By Mark Stone, China Correspondent
President Hu Jintao of China has stepped down as the general secretary of the Communist Party as the country concludes its once-in-a-decade leadership transition.
At the ceremony in Beijing's Great Hall of the People next to Tiananmen Square, President Hu made the last few procedural steps in passing the responsibility of governing the world's most populous country to a new generation of leaders.
Xi Jinping will be unveiled as the party's new general secretary at another ceremony on Thursday and will formally take over as Chinese president in March.
The new leadership team, who will be paraded in front of the world's cameras at the ceremony, is the so-called Fifth Generation: a group of middle-aged men who are tasked with ruling 1.3 billion people.
Their job will be to ensure Communist continuity, five generations after the revolution which brought Chairman Mao to power.
The new leader will be announced on ThursdayHowever, their challenge will be to balance a strong but slowing economy with growing resentment over corruption, an urban-rural wealth gap and continued calls for wholesale political reform.
The method through which the Communist Party chooses its new leaders is extremely opaque.
The party's 80 million represent just six per cent of the country's population, and it is they who have some say over who in their community rises up each of the thousands of different party organisations.
With a pyramid effect fewer and fewer people endorse those who will sit above them. Today it was the turn of 2,000 very senior delegates to choose the 200 who will rise above them.
From that 200, the Politburo of 26 will be selected and, in turn, from that the Standing Committee of just seven well be endorsed.
The Chinese Communist Party has 80 million membersGiven how confusing and opaque that is, it is rare to get a glimpse of the process in action.
But along with other international news organisations, Sky News was granted brief access to the Great Hall of the People on Wednesday.
The trip involved a dawn pick-up from a Beijing hotel. A fleet of government buses took the waiting media across Beijing, around Tiananmen Square and into the Great Hall complex.
We passed through several high-tech security searches and then queued in the Hall's corridors for three hours.
From the windows we could see the fleets of black Audis used to ferry the delegates around town. Audi has become the preferred make of car for all those with power in Beijing.
Audi is the car of choice among China's ruling eliteThe Great Hall itself is an awesome sight. Imagine the grandest of theatres and then quadruple the size. On the stage, in perfect uniformity, sat the 200 Central Committee members.
From our distant vantage point, it was quickly clear that binoculars would have been useful. Each of the figures was simply a dot in a grey suit. It was not even possible to tell which of the men (and they are almost all men) was speaking.
With impressive unison all 200 delegates raised their hands together in one single motion as they agreed to endorse different reports.
We watched this spectacle inside the Great Hall for just an hour: a tiny glimpse inside the Communist machine as it appoints the man who will lead the country for the next 10 years.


▶ _YOUR INSTRUCTIONS_
Transcribe each record word for word. Skip the images.

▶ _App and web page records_
=== Section Start ===

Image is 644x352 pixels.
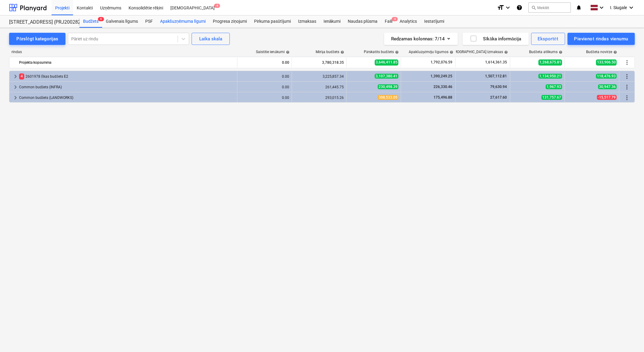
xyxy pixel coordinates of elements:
span: 79,630.94 [490,85,507,88]
span: 1,792,076.59 [430,59,453,65]
span: 4 [98,17,105,22]
div: Common budžets (INFRA) [19,82,234,92]
a: Pirkuma pasūtījumi [250,15,295,27]
span: keyboard_arrow_right [12,72,19,80]
span: 1,268,675.81 [539,59,562,65]
i: keyboard_arrow_down [505,4,512,11]
span: keyboard_arrow_right [12,94,19,102]
span: I. Siugale [610,5,627,10]
div: 0.00 [240,57,289,68]
span: help [613,50,618,54]
div: 0.00 [240,95,289,100]
button: Eksportēt [531,33,566,45]
i: keyboard_arrow_down [598,4,605,11]
span: Vairāk darbību [623,59,631,66]
div: Laika skala [200,35,222,42]
span: 131,757.67 [541,95,562,100]
a: Apakšuzņēmuma līgumi [156,15,209,27]
div: Budžeta atlikums [530,50,563,55]
div: [STREET_ADDRESS] (PRJ2002826) 2601978 [9,19,72,25]
span: 118,476.93 [596,73,617,78]
a: Izmaksas [295,15,320,27]
div: [DEMOGRAPHIC_DATA] izmaksas [449,50,508,55]
a: Faili4 [381,15,396,27]
span: 4 [19,73,24,79]
div: rindas [9,50,238,55]
span: 175,496.88 [433,95,453,100]
div: Projekta kopsumma [19,57,234,68]
span: Vairāk darbību [623,94,631,102]
span: 3,646,411.85 [375,59,398,65]
span: Vairāk darbību [623,84,631,90]
a: Galvenais līgums [103,15,141,27]
span: 30,947.36 [599,85,617,89]
span: help [449,50,454,54]
div: 293,015.26 [295,95,344,100]
div: 3,780,318.35 [295,57,344,68]
span: 1,390,249.25 [430,74,453,78]
span: 1,614,361.35 [485,59,507,65]
span: 133,906.50 [596,59,617,65]
span: 4 [392,17,398,22]
button: Sīkāka informācija [463,33,529,45]
span: help [394,50,399,54]
div: Saistītie ienākumi [256,50,290,55]
span: help [504,50,508,54]
div: Eksportēt [539,35,558,42]
div: Budžeta novirze [587,50,618,55]
span: 1,967.93 [546,85,562,89]
div: Iestatījumi [421,15,448,27]
iframe: Chat Widget [614,323,644,352]
span: 308,533.05 [378,95,398,100]
span: 230,498.39 [378,85,398,89]
span: 3,107,380.41 [375,73,398,78]
button: Laika skala [192,33,230,45]
a: Analytics [396,15,421,27]
div: 3,225,857.34 [295,74,344,78]
span: -15,517.79 [597,95,617,100]
span: 1,134,950.21 [539,73,562,78]
div: Sīkāka informācija [470,35,522,42]
span: 1,507,112.81 [485,74,507,78]
div: 2601978 Ēkas budžets E2 [19,72,234,81]
div: Pārskatīts budžets [364,50,399,55]
span: help [558,50,563,54]
span: 4 [214,4,220,8]
a: Budžets4 [79,15,103,27]
div: Pārslēgt kategorijas [16,35,58,42]
button: Pievienot rindas vienumu [568,33,636,45]
a: Naudas plūsma [345,15,381,27]
div: Redzamas kolonnas : 7/14 [392,35,451,42]
div: PSF [141,15,156,27]
span: 226,330.46 [433,85,453,88]
i: Zināšanu pamats [517,4,523,11]
i: format_size [497,4,505,11]
button: Redzamas kolonnas:7/14 [384,33,459,45]
span: 27,617.60 [490,95,507,100]
button: Pārslēgt kategorijas [9,33,66,45]
a: Progresa ziņojumi [209,15,250,27]
div: 0.00 [240,74,289,78]
a: Ienākumi [320,15,345,27]
span: keyboard_arrow_right [12,84,19,90]
div: 0.00 [240,85,289,89]
div: Pievienot rindas vienumu [574,35,629,42]
div: 261,445.75 [295,85,344,89]
div: Apakšuzņēmēju līgumos [409,50,454,55]
i: notifications [576,4,582,11]
div: Common budžets (LANDWORKS) [19,93,234,103]
i: keyboard_arrow_down [628,4,636,11]
span: Vairāk darbību [623,72,631,80]
button: Meklēt [529,3,572,13]
div: Faili [381,15,396,27]
span: search [531,5,537,10]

=== Section End ===

▶ _RESPONSE BOX_
Image is 644x352 pixels.
xyxy pixel coordinates of elements:
span: 79,630.94 [490,85,507,88]
span: 1,792,076.59 [430,59,453,65]
span: 4 [98,17,105,22]
div: Common budžets (INFRA) [19,82,234,92]
a: Pirkuma pasūtījumi [250,15,295,27]
span: keyboard_arrow_right [12,72,19,80]
span: 1,268,675.81 [539,59,562,65]
i: keyboard_arrow_down [505,4,512,11]
span: keyboard_arrow_right [12,94,19,102]
span: I. Siugale [610,5,627,10]
div: 0.00 [240,57,289,68]
span: help [613,50,618,54]
div: 0.00 [240,95,289,100]
button: Eksportēt [531,33,566,45]
i: keyboard_arrow_down [598,4,605,11]
span: Vairāk darbību [623,59,631,66]
div: Laika skala [200,35,222,42]
span: 131,757.67 [541,95,562,100]
a: Apakšuzņēmuma līgumi [156,15,209,27]
div: Budžeta atlikums [530,50,563,55]
div: [STREET_ADDRESS] (PRJ2002826) 2601978 [9,19,72,25]
span: 118,476.93 [596,73,617,78]
a: Izmaksas [295,15,320,27]
div: [DEMOGRAPHIC_DATA] izmaksas [449,50,508,55]
a: Faili4 [381,15,396,27]
span: 4 [19,73,24,79]
div: rindas [9,50,238,55]
span: 175,496.88 [433,95,453,100]
div: Projekta kopsumma [19,57,234,68]
span: Vairāk darbību [623,94,631,102]
span: 3,646,411.85 [375,59,398,65]
span: Vairāk darbību [623,84,631,90]
a: Galvenais līgums [103,15,141,27]
span: 30,947.36 [599,85,617,89]
span: help [449,50,454,54]
div: 293,015.26 [295,95,344,100]
div: 3,780,318.35 [295,57,344,68]
span: 1,390,249.25 [430,74,453,78]
span: 1,614,361.35 [485,59,507,65]
span: 133,906.50 [596,59,617,65]
span: 4 [392,17,398,22]
button: Sīkāka informācija [463,33,529,45]
span: help [394,50,399,54]
div: Saistītie ienākumi [256,50,290,55]
span: help [504,50,508,54]
div: Eksportēt [539,35,558,42]
div: Budžeta novirze [587,50,618,55]
span: 1,967.93 [546,85,562,89]
div: Iestatījumi [421,15,448,27]
iframe: Chat Widget [614,323,644,352]
span: 308,533.05 [378,95,398,100]
span: 230,498.39 [378,85,398,89]
span: 3,107,380.41 [375,73,398,78]
button: Laika skala [192,33,230,45]
a: Analytics [396,15,421,27]
div: 3,225,857.34 [295,74,344,78]
span: -15,517.79 [597,95,617,100]
span: 1,134,950.21 [539,73,562,78]
div: Sīkāka informācija [470,35,522,42]
span: 1,507,112.81 [485,74,507,78]
div: 2601978 Ēkas budžets E2 [19,72,234,81]
div: Pārskatīts budžets [364,50,399,55]
span: help [558,50,563,54]
span: 4 [214,4,220,8]
a: Budžets4 [79,15,103,27]
div: Pārslēgt kategorijas [16,35,58,42]
button: Pievienot rindas vienumu [568,33,636,45]
a: Naudas plūsma [345,15,381,27]
div: Redzamas kolonnas : 7/14 [392,35,451,42]
div: PSF [141,15,156,27]
span: 226,330.46 [433,85,453,88]
i: Zināšanu pamats [517,4,523,11]
i: format_size [497,4,505,11]
button: Redzamas kolonnas:7/14 [384,33,459,45]
span: 27,617.60 [490,95,507,100]
button: Pārslēgt kategorijas [9,33,66,45]
a: Progresa ziņojumi [209,15,250,27]
div: 0.00 [240,74,289,78]
a: Ienākumi [320,15,345,27]
span: keyboard_arrow_right [12,84,19,90]
div: 0.00 [240,85,289,89]
div: Pievienot rindas vienumu [574,35,629,42]
div: 261,445.75 [295,85,344,89]
div: Apakšuzņēmēju līgumos [409,50,454,55]
i: notifications [576,4,582,11]
div: Common budžets (LANDWORKS) [19,93,234,103]
i: keyboard_arrow_down [628,4,636,11]
span: Vairāk darbību [623,72,631,80]
button: Meklēt [529,3,572,13]
div: Faili [381,15,396,27]
span: search [531,5,537,10]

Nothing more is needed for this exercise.